THE BOY is a nameless slave on a mission to uncover his true destiny.
THE GOBLIN holds all the answers, but he’s too tricky to be trusted.
PLAIN ALICE is a bookish peasant girl carried off by a confused dragon.
And PRINCESS ALICE is the lucky girl who wasn’t kidnapped.
All four are tangled up in a sinister plot to take over the kingdom, and together they must face kind monsters, a cruel magician, and dozens of deathly boring palace bureaucrats. They’re a ragtag bunch, but with strength, courage, and plenty of deductive reasoning, they just might outwit the villains and crack the goblin’s puzzle.
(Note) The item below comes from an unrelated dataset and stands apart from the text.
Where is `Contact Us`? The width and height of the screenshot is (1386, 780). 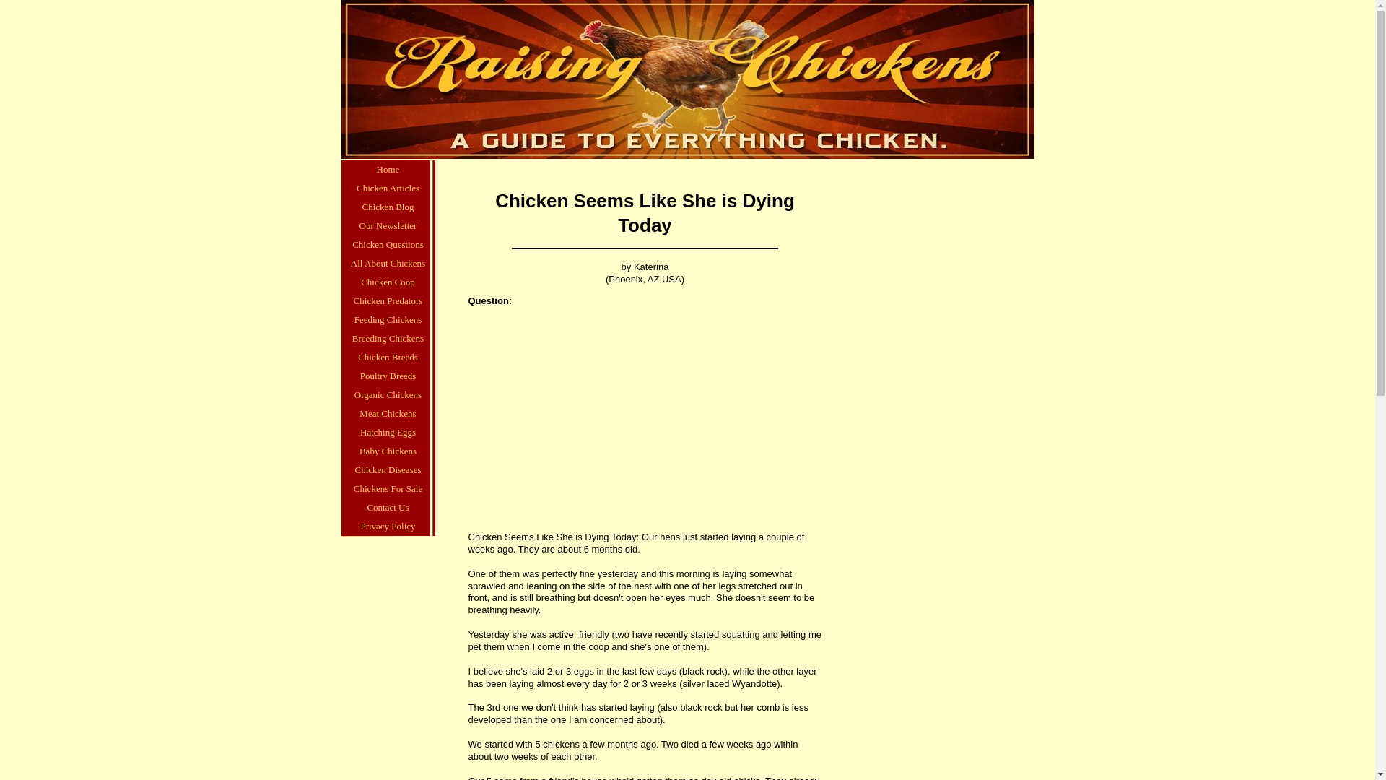 Contact Us is located at coordinates (388, 507).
"An adventure bursting with wit and charm. The characters are fresh, the story is thrilling, and the puzzles are downright diabolical. A wonderful book." —Jonathan Auxier, author of The Night Gardener
"Brimming with sarcastic, cheeky, laugh-out-loud humor, this is a smart, original, and completely engaging adventure." —School Library Journal, starred review
PUBLISHERS WEEKLY
Debut author Chilton combines the unpredictability of a Monty Python skit with traces of the Brothers Grimm as he zigzags among the stories of an unnamed young slave, who escapes his master and soon becomes tied to a mischievous goblin; Plain Alice, the daughter of a sage desperate to follow in her father's footsteps; and Princess Alice, slated to rule West Stanhope if she can elude both a dragon and marriage to the treacherous Duke Geoffrey. The characters, hailing from the Middle Eastern inspired High Albemarle and the medievalesque Middlebury, learn that only logic and bravery will thwart dangerous foes, such as a princess-eating ogre, as they make their way from the dragon's lair to Princess Alice's home. Threaded between daring adventures and rhetorical arguments is the unnamed boy's dilemma over his fate. Is he "truly and justly a slave?" Or does he have the power, as the goblin Mennofar suggests, to make his own fate? Filled with quick-witted asides and engaging characters, Chilton's novel is sure to please readers looking for a fresh spin on cherished fairy tale conventions. Ages 8 12.